A well thought out Design Strategy, early in the product development can heavily reduce time in troubleshooting problems along the way or expanding your product’s offerings, while allowing you to be creative at the same time. It can show you the factors most influencing the way your product is evolving, consumer needs and how they’re changing with time, factors influencing their change and how your product has adapted. It reveals the ‘what is, what if, what wows and what works’. And then suddenly, you have a tool that helps you anticipate changes and preemptively design for evolving needs and contexts.
Design Driven Strategy: A cheat sheet
So what is innovative here: The ability to explore several paths / stories and pain points, not just one, opens up a larger space within which you can create. Creating alternate paths to solutions is always helpful in breaking the typecast options out there. Next, it gives you the opportunity to disrupt existing players either in several ways: one, by completely changing the way the game is played which often involves creating a new vector for competing and changing user behavior (as in the case of AirBnB or Uber, where the vector was derived from the larger context of the society at that time) or two, by creating radically cheaper solutions to existing options (disrupting from the bottom, as in the case of Instagram, which opened up otherwise expensive Photoshop tools usable only by creative professionals, to the rest of the world) or three, creating new value for objects / services / experiences that weren’t consciously realized as valuable but were needs and behaviors waiting to be tapped into (eg: digital boarding pass, the touch screen).

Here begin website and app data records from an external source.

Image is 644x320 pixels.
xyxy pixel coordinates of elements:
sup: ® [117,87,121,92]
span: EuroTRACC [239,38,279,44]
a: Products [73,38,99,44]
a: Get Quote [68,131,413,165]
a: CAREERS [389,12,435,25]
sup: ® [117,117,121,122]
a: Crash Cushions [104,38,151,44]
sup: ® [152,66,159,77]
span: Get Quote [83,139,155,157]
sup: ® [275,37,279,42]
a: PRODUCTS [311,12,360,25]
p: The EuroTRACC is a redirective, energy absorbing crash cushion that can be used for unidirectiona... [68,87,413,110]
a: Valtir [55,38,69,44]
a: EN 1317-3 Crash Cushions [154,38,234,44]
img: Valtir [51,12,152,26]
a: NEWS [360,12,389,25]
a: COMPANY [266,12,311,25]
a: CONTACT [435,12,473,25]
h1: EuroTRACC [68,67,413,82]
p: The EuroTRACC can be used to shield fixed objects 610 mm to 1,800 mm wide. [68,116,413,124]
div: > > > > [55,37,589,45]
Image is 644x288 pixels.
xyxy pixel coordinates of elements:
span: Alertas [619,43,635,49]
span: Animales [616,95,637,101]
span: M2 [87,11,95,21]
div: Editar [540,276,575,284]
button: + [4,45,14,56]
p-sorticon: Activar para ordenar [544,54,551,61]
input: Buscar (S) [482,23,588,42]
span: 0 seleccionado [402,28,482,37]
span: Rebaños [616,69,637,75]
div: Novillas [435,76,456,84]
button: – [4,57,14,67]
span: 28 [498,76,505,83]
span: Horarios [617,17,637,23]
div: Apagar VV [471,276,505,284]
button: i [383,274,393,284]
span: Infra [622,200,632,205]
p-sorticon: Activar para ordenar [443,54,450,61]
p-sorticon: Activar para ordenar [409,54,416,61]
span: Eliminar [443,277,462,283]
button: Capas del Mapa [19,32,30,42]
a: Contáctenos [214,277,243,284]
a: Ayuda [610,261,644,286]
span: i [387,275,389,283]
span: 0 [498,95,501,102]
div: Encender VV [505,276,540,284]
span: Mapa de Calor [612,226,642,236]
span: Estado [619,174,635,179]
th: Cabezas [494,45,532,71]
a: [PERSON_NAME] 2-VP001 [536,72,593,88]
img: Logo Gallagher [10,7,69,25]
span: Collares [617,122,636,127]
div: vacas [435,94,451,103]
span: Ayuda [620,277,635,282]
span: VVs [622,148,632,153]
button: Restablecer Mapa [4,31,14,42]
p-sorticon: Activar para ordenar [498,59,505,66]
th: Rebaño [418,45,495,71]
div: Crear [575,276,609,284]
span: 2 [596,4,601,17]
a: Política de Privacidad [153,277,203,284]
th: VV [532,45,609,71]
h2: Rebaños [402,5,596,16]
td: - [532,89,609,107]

Most folks I’ve met consider Design Strategy as something exclusive to people that are just thinking about ideas and don’t have it in action yet. In other words, people that have the leisure of time. This is not true. In fact, as an early — mid stage startup, we’ll find our strategy constantly evolving based on input from several sources, whether that’s customers, end users, competition etc. The tools mentioned above will keep us constantly thinking, pushing the boundaries on creativity while allowing our daily role in the startup to keep us firmly rooted in the reality of the market.
Finally, it’s important to understand that you’re designing for the journey, not just for touch points. A great user experience is not made up of a bunch of cool new features, it’s a feeling, a set of emotions, the total sum of all that you feel, which results from the entire journey you’ve had with a product.